After the war, Jonathan Prescott was given the blockhouse, the modern-day Wisteria Cottage House, and used it as his home.[14]
See also
References
- ↑ Capt. John Tibbets (1748–1786)
- ↑ Eastman, pp. 61–63
- ↑ Captain Noah Stoddard died in New Bedford, January 29, 1850, aged 95; a soldier of the Revolution.
- ↑ "p.7" (PDF). Archived from the original (PDF) on 2014-08-09. Retrieved 2018-10-05.
- ↑ History and genealogy of the Houghton family [microform]. 1896. ISBN 9780665084522.
- ↑ Note: DesBrisay references Jacob; however, he would have only been age 3. The person in question is more likely to have been Jacob's father, George Millett.
- ↑ Benjamin Franklin also engaged France in the war, which meant that many of the privateers were also from France.
- ↑ Raids happened at Liverpool: October 1776, March 1777, September 1777, May 1778, and September 1780; and on Annapolis Royal in 1781. Roger Marsters (2004). Bold Privateers: Terror, Plunder and Profit on Canada's Atlantic Coast, pp. 87–89 ISBN 0887806449
- ↑ "Chester Legion Cannons". Archived from the original on 2018-02-01. Retrieved 2018-10-05.
- ↑ The History of the County of Lunenburg, pp. 270–71
- ↑ The Prescott memorial, or, A genealogical memoir, p. 86
- ↑ p. 85
- ↑ "Dr Jonathan Prescott IV (1725-1807) - Find A Grave Memorial". Find a Grave.

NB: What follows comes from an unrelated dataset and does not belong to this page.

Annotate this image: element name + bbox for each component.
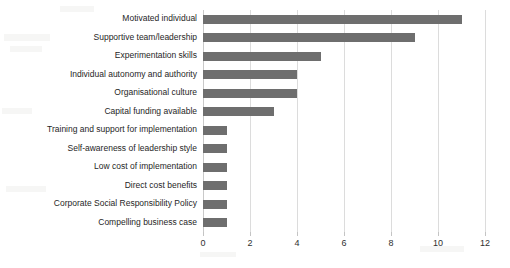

- ↑ History of the County of Lunenburg, p. 263
Bibliography
- A Naval History of the American Revolution
- DesBrisay, Mather Byles (1895). History of the County of Lunenburg, pp. 62–68
- Eastman, Ralph M. (1928) "Captain Noah Stoddard" in Some Famous Privateers of New England. pp. 61–63
- Gwyn, Julian (2003). Frigates and Foremasts: The North American Squadron in Nova Scotia Waters, 1745–1815, University of British Columbia Press. ISBN 0774809116.
- MacMechan, Archibald (1923), "The Sack of Lunenburg" in Sagas of the Sea. The Temple Press, pp. 57–72.
- A History of American Privateers
- Massachusetts Privateers, p. 176
- Agnes Creighton, "An Unforeclosed Mortgage," Acadiensis, October, 1905
- Primary documents
- The Boston Gazette, and the Country Journal, Monday, July 15, 1782.
- The Massachusetts Spy: Or, American Oracle of Liberty [Worcester], Thursday, July 25, 1782.
- The Continental Journal, Boston, Thursday, July 18, 1782.
- Joseph Pernette to Franklin, letter, dated at LaHave, July 3, 1782, reprinted in DesBrisay, Mather Byles, History of the County of Lunenburg, Toronto: Wesley Briggs, 1895, pp. 65–67.
- Leonard Rudolf's account in Invasion of Lunenburg in Acadie and the Acadians
Further reading
- Howe, Octavius Thorndike (1922). Beverly Privateers in the Revolution, p. 361.
- Bell, Winthrop Pickard (1961). The "Foreign Protestants" and the Settlement of Nova Scotia.
- Faibisy, John Dewar Privateering and piracy: the effects of New England raiding upon Nova Scotia during the American Revolution, 1775–1783.
External links
- Sack of Lunenburg Plaque
- Sacking of Lunenburg – Primary Sources
- Beck, J. Murray (1983). "Creighton, John (1721-1807)". In Halpenny, Francess G (ed.). Dictionary of Canadian Biography. Vol. V (1801–1820) (online ed.). University of Toronto Press.